I was excited beyond belief to learn that a long-lost manuscript was located by scholars in the Bibliotheca Alexandrina Antiquities Museum. The manuscript in question is the only partial copy we have of any part of the ancient text known as the Gospel of Peter. Hugh Houghton and Mina Monier have reported on this discovery and much more in an article, โGreek Manuscripts in Alexandria,โ that appeared this month inย The Journal of Theological Studies.
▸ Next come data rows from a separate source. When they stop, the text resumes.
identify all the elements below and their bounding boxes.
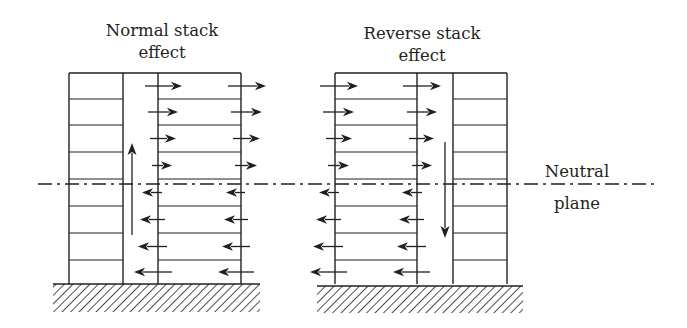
- reverse-stack-label-line2: effect: [398, 46, 445, 65]
- normal-stack-label-line1: Normal stack: [106, 21, 219, 40]
- neutral-plane-label-line2: plane: [554, 194, 600, 213]
- buildings-layer: [53, 73, 523, 313]
- ground-hatch: [317, 286, 523, 313]
- ground-hatch: [53, 284, 260, 312]
- normal-stack-building: [53, 73, 266, 312]
- reverse-stack-building: [310, 73, 523, 313]
- reverse-stack-label-line1: Reverse stack: [364, 24, 482, 43]
- neutral-plane-label-line1: Neutral: [545, 162, 609, 181]
- normal-stack-label-line2: effect: [138, 43, 185, 62]
- stack-effect-diagram: Normal stack effect Reverse stack effect…: [0, 0, 687, 328]
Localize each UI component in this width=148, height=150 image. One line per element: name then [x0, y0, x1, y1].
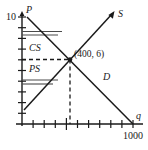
y-axis-tick-label-10: 10 — [6, 11, 16, 22]
y-axis-label: P — [25, 4, 32, 15]
equilibrium-point-marker — [68, 57, 73, 62]
demand-curve-label: D — [102, 71, 111, 82]
y-axis-arrow-icon — [20, 11, 25, 16]
supply-demand-chart: 10 P q 1000 S D CS PS (400, 6) — [0, 0, 148, 150]
demand-curve — [27, 17, 133, 124]
producer-surplus-hatch — [22, 80, 58, 84]
x-axis-label: q — [136, 110, 141, 121]
x-axis-tick-label-1000: 1000 — [123, 130, 143, 141]
supply-curve-label: S — [118, 8, 123, 19]
supply-curve — [24, 14, 112, 110]
equilibrium-point-label: (400, 6) — [74, 49, 104, 60]
producer-surplus-label: PS — [28, 63, 40, 74]
consumer-surplus-label: CS — [29, 42, 41, 53]
chart-canvas: 10 P q 1000 S D CS PS (400, 6) — [0, 0, 148, 150]
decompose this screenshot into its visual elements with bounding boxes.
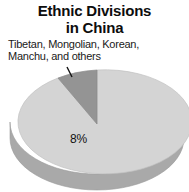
- pie-chart-svg: [0, 62, 189, 192]
- minor-slice-description-line-1: Tibetan, Mongolian, Korean,: [8, 38, 183, 51]
- pie-chart-figure: Ethnic Divisions in China Tibetan, Mongo…: [0, 0, 189, 192]
- chart-title-line-2: in China: [0, 19, 189, 36]
- minor-slice-value-label: 8%: [70, 132, 87, 146]
- chart-title-line-1: Ethnic Divisions: [0, 2, 189, 19]
- pie-slice-major-top: [18, 70, 189, 174]
- pie-chart-plot-area: 8% Han Chinese 92%: [0, 62, 189, 192]
- minor-slice-description-line-2: Manchu, and others: [8, 50, 183, 63]
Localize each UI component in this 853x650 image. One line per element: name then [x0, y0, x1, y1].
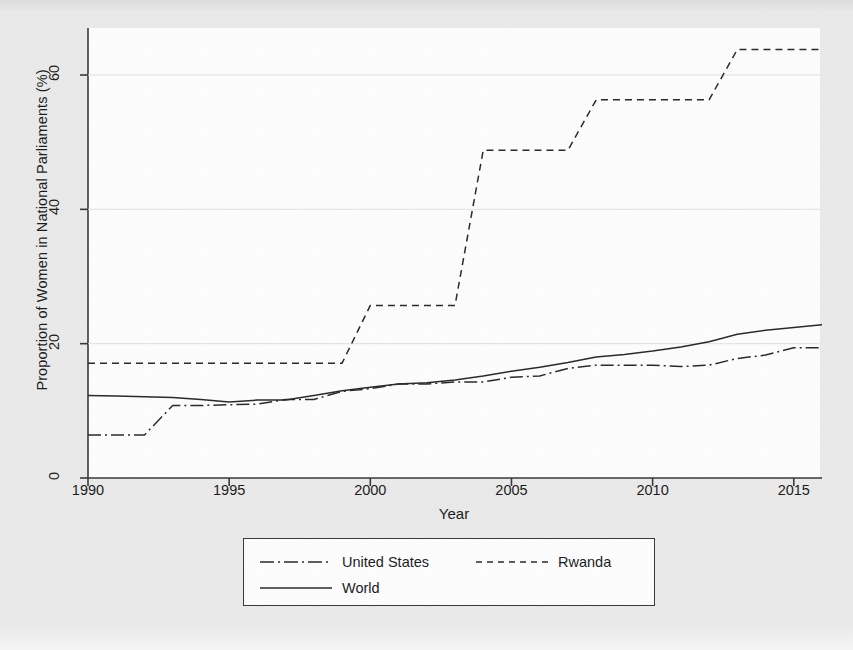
x-tick-label: 2000: [335, 482, 405, 498]
x-tick-label: 2015: [759, 482, 829, 498]
y-tick-label: 20: [46, 322, 62, 362]
series-line-rwanda: [88, 49, 822, 363]
series-line-united-states: [88, 348, 822, 435]
data-series-layer: [88, 49, 822, 435]
legend-line-dash-dot-icon: [260, 555, 332, 569]
legend-item-rwanda: Rwanda: [476, 551, 611, 573]
y-tick-label: 40: [46, 187, 62, 227]
y-tick-label: 60: [46, 53, 62, 93]
legend-key-dashed-icon: [476, 555, 548, 569]
x-axis-title: Year: [88, 505, 820, 522]
x-tick-label: 2005: [476, 482, 546, 498]
legend-label-world: World: [342, 580, 380, 596]
legend-key-dash-dot-icon: [260, 555, 332, 569]
legend-item-united-states: United States: [260, 551, 429, 573]
chart-figure: Proportion of Women in National Parliame…: [0, 0, 853, 650]
legend-key-solid-icon: [260, 581, 332, 595]
legend-line-dashed-icon: [476, 555, 548, 569]
chart-legend: United States Rwanda World: [243, 538, 655, 606]
legend-line-solid-icon: [260, 581, 332, 595]
x-tick-label: 1990: [53, 482, 123, 498]
legend-label-united-states: United States: [342, 554, 429, 570]
y-axis-ticks: [80, 75, 88, 478]
faint-gridlines: [88, 75, 822, 344]
x-tick-label: 2010: [618, 482, 688, 498]
legend-label-rwanda: Rwanda: [558, 554, 611, 570]
legend-item-world: World: [260, 577, 380, 599]
x-tick-label: 1995: [194, 482, 264, 498]
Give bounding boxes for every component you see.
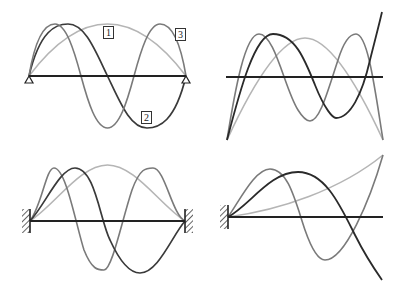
mode-1-curve [30, 165, 185, 221]
mode-2-curve [228, 172, 382, 280]
panel-simply-supported [25, 24, 190, 128]
fixed-support-icon [220, 205, 228, 229]
panel-cantilever [220, 155, 383, 280]
fixed-support-left-icon [22, 209, 30, 233]
mode-label-3: 3 [175, 28, 186, 41]
mode-label-2: 2 [141, 111, 152, 124]
fixed-support-right-icon [185, 209, 193, 233]
mode-1-curve [228, 155, 383, 217]
panel-free-free [226, 12, 383, 140]
mode-3-curve [227, 34, 383, 140]
panel-fixed-fixed [22, 165, 193, 273]
mode-label-1: 1 [103, 26, 114, 39]
mode-1-curve [227, 38, 383, 140]
mode-shapes-diagram [0, 0, 400, 293]
mode-3-curve [30, 168, 185, 270]
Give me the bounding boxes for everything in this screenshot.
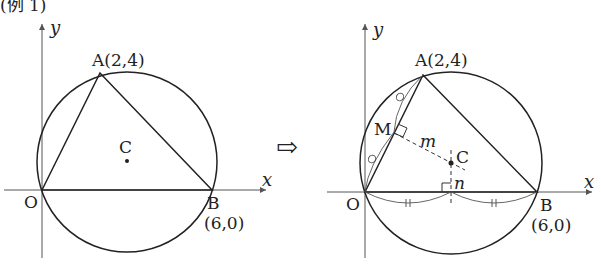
point-b-coord: (6,0) (531, 215, 571, 235)
point-o-label: O (24, 192, 38, 212)
point-b-coord: (6,0) (204, 213, 244, 233)
point-c-label: C (119, 137, 132, 157)
center-point-c (449, 161, 454, 166)
equal-mark-circle-1 (367, 154, 377, 164)
transition-arrow-icon: ⇨ (276, 132, 298, 162)
center-point-c (125, 159, 129, 163)
y-axis-label: y (372, 19, 384, 40)
arc-mid-b (451, 192, 537, 203)
left-figure: x y C A(2,4) O B (6,0) (4, 17, 272, 258)
y-axis-label: y (49, 17, 61, 38)
point-m-label: M (374, 119, 391, 139)
diagram-canvas: x y C A(2,4) O B (6,0) ⇨ x y (0, 0, 601, 268)
right-figure: x y A(2,4) M m C n (327, 19, 594, 258)
equal-mark-circle-2 (395, 92, 405, 102)
x-axis-label: x (584, 171, 594, 192)
point-a-label: A(2,4) (414, 50, 468, 70)
triangle-oab (42, 73, 212, 190)
line-m-label: m (420, 131, 436, 151)
point-b-label: B (207, 193, 220, 213)
point-b-label: B (540, 195, 553, 215)
point-a-label: A(2,4) (91, 50, 145, 70)
point-o-label: O (346, 194, 360, 214)
x-axis-label: x (262, 169, 272, 190)
line-n-label: n (454, 173, 465, 193)
arc-o-mid (365, 192, 451, 203)
right-angle-mark-n (442, 183, 451, 192)
point-c-label: C (456, 147, 469, 167)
Hereโs the relevant part of the article:
The most substantial Christian manuscript held in this collection is BAAM 0522. Its previous shelfmark was P. Cairo 10759, and it is also known as the โAkhmim Fragmentโ. A parchment codex, of which 33 folia are extant, this is the principal witness to the apocryphal Gospel of Peter and also contains chapters 1โ27 of 1 Enoch, part of the Apocalypse of Peter and the Martyrium of Julianus of Anazarbus. Extensive attempts to locate this import-ant manuscript in 2010 failedโdespite a note in the Leuven Database of Ancient Books that one page of the manuscript was on display in the Bibliotheca Alexandrinaโwith the result that Paul Foster notes in his critical edition of the Gospel of Peter that โthe codex is now missingโ. In February 2018, the authors notย only saw two bifolia of this manuscript on display in the Antiquities Museum, but, after telephone permission had been granted from the Ministry of Antiquities, were shown the rest of the codex. This is stored in the metal cabinet immediately under the display case in which the selected leaves are on show, with each bifolium preserved between glass plates. The museumโs ownership of the document is con๏ฌrmed by the database, which includes colour images of four pages. There do not appear to be any further Greek Christian documents in the collection: despite some inaccuracies in the database, this remains a very helpful tool for tracing papyri formerly in Cairo which are now permanently held in Alexandria.
I donโt know if readers of this blog will appreciate how exciting this sort of news is. We regularly lose things, and occasionally find them again, but rarely does a manuscript that has gone missing in this way turn up again.
Of course, many of you will know that I consider the Gospel of Peter to be particularly important. While I donโt think it literally contains the missing ending of the Gospel of Mark, I do believe it is influenced by that lost continuation more than we see in any of the New Testament Gospels (with the canonical Gospel of John also helping to fill in that story). You can read more about why I think that in the online article โMarkโs Missing Ending: Clues from the Gospel of John and the Gospel of Peterโ inย The Bible and Interpretation, as well as in my bookย The Burial of Jesus: What Does History Have To Do With Faith? published by Patheos Press.